The Attention Network Test (ANT, Fan et al., 2002; see Fig. 1) is a widely used computerized task that comprises cued detection (i.e. tasks involving different types of warning cues in advance) and a flanker-type paradigm (congruent and incongruent target stimuli). The task requires participants to indicate the direction of a central target arrow as fast and as accurately as possible by pressing either a left or a right button. The ANT assesses three independent aspects of attention. These, in turn, are associated with the aforementioned three different networks, namely the alerting, orienting, and executive network. The alerting network is associated with achieving and maintaining a vigilant or alert state, which is examined through comparing trials with and without warning cues prior to the target stimulus. The orienting network is responsible for selecting information from sensory input and the orientation toward sensory events. It is examined through presenting respondents with warning cues with and without spatial information regarding the subsequently presented target stimulus. The executive network is related to more complex tasks such as monitoring or resolving conflicts among responses. This network is examined through presenting the target stimulus surrounded by either congruent or incongruent flankers. In addition to the analysis of behavioral data, the combination of the ANT with the multichannel recording of an electroencephalogram (EEG) can reveal important information regarding attentional processing through the analysis of the event-related potentials (ERPs).

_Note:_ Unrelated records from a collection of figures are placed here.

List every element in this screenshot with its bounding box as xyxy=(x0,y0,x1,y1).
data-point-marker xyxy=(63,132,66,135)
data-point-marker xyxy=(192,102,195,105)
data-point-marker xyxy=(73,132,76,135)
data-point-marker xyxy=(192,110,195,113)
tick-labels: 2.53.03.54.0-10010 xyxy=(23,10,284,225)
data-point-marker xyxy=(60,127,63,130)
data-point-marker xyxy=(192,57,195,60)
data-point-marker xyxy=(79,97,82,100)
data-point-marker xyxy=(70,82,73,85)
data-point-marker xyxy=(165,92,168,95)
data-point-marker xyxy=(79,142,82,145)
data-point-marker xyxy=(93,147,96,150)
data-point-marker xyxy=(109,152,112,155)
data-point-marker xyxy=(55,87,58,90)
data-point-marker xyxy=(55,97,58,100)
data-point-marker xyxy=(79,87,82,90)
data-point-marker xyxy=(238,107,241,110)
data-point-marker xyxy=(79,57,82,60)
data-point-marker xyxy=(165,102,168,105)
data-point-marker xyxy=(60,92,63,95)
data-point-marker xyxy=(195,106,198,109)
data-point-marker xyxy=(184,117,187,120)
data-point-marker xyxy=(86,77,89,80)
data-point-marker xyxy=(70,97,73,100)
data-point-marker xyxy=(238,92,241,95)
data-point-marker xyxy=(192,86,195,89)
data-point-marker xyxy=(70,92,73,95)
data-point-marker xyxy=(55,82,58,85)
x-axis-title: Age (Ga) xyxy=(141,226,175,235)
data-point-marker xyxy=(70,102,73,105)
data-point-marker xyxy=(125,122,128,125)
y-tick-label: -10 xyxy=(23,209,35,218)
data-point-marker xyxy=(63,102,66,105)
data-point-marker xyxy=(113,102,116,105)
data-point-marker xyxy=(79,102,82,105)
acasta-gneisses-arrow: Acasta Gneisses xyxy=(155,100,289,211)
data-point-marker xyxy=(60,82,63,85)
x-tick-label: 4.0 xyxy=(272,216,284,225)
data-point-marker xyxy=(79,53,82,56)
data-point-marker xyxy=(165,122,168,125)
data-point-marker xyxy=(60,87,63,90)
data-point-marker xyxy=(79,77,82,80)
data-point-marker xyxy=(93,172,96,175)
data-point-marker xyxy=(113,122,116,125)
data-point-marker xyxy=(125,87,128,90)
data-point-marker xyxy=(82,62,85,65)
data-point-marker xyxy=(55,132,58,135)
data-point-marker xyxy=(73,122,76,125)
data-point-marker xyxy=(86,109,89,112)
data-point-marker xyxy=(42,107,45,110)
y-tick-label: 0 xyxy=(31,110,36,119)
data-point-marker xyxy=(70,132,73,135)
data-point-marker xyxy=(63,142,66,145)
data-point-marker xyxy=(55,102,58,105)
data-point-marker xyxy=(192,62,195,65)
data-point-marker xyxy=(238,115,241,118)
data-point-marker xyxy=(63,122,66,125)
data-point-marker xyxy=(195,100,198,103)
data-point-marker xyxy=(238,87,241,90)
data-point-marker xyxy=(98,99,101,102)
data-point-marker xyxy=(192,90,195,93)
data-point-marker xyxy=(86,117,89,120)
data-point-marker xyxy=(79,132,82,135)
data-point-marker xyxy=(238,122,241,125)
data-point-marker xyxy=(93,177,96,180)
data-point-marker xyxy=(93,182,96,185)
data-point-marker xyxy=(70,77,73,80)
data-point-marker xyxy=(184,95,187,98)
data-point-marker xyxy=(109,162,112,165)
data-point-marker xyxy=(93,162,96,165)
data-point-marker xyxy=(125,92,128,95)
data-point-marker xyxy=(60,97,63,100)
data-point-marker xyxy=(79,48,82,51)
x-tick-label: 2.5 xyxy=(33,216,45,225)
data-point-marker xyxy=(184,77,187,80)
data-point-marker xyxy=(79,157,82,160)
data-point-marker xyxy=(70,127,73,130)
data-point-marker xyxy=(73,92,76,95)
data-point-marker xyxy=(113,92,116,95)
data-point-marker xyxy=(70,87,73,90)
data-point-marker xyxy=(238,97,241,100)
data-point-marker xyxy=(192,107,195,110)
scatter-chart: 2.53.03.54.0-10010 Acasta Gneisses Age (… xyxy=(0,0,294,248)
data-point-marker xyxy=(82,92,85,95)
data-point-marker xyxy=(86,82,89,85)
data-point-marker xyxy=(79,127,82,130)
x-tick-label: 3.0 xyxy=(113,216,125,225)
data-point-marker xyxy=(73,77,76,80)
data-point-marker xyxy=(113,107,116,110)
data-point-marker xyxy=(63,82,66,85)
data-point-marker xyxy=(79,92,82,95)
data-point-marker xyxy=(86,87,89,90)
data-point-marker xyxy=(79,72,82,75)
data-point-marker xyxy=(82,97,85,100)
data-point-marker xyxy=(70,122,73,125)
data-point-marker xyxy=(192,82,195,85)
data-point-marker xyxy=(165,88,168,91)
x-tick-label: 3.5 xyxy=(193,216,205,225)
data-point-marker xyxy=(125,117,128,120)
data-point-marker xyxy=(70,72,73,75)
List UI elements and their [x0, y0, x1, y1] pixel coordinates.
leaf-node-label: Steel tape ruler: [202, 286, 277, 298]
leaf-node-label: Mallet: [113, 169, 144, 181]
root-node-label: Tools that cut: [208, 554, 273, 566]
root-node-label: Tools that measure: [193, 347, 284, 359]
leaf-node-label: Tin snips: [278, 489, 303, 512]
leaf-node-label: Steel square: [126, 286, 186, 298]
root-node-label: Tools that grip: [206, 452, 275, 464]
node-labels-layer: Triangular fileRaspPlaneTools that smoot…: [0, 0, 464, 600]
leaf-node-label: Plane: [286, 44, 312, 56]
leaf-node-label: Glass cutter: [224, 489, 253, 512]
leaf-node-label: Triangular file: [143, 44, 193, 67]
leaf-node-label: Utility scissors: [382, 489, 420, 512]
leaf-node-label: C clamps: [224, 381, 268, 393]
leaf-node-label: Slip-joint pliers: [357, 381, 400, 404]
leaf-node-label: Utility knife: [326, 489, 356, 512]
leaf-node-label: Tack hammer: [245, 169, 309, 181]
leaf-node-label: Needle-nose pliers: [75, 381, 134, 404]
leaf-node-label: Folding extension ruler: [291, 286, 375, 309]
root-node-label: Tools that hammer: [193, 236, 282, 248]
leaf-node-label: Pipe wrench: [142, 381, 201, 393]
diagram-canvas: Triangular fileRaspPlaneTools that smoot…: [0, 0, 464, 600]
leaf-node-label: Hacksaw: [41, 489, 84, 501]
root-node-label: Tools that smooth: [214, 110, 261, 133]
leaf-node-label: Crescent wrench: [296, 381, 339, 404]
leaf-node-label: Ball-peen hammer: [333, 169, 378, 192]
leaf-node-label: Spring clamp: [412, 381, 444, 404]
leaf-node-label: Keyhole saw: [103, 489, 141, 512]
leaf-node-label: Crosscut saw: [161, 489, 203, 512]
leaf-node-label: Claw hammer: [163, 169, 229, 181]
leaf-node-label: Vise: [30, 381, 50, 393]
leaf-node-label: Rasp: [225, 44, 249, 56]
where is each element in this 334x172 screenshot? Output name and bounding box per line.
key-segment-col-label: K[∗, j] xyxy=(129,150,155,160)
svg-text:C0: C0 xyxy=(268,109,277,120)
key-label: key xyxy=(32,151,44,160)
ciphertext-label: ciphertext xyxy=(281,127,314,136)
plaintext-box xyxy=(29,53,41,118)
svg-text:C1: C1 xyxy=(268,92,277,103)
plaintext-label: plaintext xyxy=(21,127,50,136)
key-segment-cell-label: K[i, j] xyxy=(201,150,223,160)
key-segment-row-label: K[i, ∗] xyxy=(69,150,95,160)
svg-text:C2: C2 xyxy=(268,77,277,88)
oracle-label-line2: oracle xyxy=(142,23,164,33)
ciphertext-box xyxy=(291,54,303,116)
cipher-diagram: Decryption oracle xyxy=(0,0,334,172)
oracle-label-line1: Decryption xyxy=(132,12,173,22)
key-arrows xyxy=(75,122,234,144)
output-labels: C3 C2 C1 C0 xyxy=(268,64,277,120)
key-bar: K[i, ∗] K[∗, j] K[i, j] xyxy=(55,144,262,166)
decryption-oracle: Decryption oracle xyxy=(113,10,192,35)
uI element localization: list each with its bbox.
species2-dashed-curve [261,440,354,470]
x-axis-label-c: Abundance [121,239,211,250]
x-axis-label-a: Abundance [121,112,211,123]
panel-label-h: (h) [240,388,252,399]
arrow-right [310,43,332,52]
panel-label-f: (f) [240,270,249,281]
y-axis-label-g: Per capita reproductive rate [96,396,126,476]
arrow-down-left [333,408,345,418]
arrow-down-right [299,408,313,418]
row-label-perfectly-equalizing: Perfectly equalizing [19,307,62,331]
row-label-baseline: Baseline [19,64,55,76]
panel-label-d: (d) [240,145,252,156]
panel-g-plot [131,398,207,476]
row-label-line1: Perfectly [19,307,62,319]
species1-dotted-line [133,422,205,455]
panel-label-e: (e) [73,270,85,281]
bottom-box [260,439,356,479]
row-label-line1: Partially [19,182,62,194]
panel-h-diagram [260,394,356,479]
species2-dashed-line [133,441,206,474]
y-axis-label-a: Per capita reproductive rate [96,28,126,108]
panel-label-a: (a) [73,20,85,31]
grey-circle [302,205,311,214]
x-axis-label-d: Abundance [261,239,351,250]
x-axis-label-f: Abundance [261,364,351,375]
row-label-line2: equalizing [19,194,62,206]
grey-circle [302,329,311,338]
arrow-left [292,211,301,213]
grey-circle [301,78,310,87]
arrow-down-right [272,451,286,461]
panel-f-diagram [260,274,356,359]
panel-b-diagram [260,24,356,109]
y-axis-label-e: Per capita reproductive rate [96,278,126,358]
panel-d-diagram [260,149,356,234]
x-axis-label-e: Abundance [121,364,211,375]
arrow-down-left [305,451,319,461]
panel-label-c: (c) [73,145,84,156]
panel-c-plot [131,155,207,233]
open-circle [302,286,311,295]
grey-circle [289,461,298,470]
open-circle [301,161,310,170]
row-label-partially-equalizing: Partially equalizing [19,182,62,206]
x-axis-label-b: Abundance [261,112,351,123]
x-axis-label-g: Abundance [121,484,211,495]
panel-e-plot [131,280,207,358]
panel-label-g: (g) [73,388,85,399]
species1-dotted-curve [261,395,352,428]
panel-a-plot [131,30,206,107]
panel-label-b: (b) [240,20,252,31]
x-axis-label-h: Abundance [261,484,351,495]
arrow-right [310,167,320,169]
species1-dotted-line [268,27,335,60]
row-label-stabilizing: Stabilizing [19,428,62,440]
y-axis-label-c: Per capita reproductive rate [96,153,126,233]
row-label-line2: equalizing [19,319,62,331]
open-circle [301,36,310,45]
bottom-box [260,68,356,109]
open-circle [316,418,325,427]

Previous studies (Fan et al., 2007, Neuhaus et al., 2010b) have found that the ANT results in individual brain activity across various stimulus conditions as indicated by neurophysiological measures such as ERPs. ERP components of the ANT have been studied in children and adults not only in healthy populations but also in clinically impaired patients with attentional processing disorders such as schizophrenia, attention-deficit/hyperactive disorder (ADHD), multiple sclerosis, or psychopathic syndrome (Kratz et al., 2011, Neuhaus et al., 2007, Neuhaus et al., 2010a, Neuhaus et al., 2011, Racer et al., 2011, Vázquez-Marrufo et al., 2014, Wangler et al., 2011). Two prominent ERP components (i.e. N1 and P3) of the ANT in which amplitudes are modulated either by cueing or by the target stimuli have been reported (Neuhaus et al., 2010b). In healthy adults, parietal P3 following congruent target stimuli showed relatively higher amplitude compared to incongruent target stimuli, while frontal P3 showed an opposite modulation. This pattern of P3 modulations was absent in schizophrenic patients, suggesting a specific deficit in target processing (Neuhaus et al., 2007, Neuhaus et al., 2010a). Other studies with ADHD and multiple sclerosis patients found decreased P3 amplitudes in both the congruent and incongruent condition (Kratz et al., 2011, Vázquez-Marrufo et al., 2014). These results suggest that P3 modulation in the ANT reflects specific brain functions of the target classification that in turn indicate individual capacities of attentional control (Polich, 2007). Another ERP component of the ANT is the N1 recorded over the parietal-occipital region, whose amplitude is modulated by cueing conditions (Neuhaus et al., 2010b). Reduced N1 amplitudes following cue and target stimuli were related to longer reaction times and higher error rates in schizophrenic participants (Neuhaus et al., 2011), suggesting that the N1 amplitude can be used as an index for abnormal visual attention control.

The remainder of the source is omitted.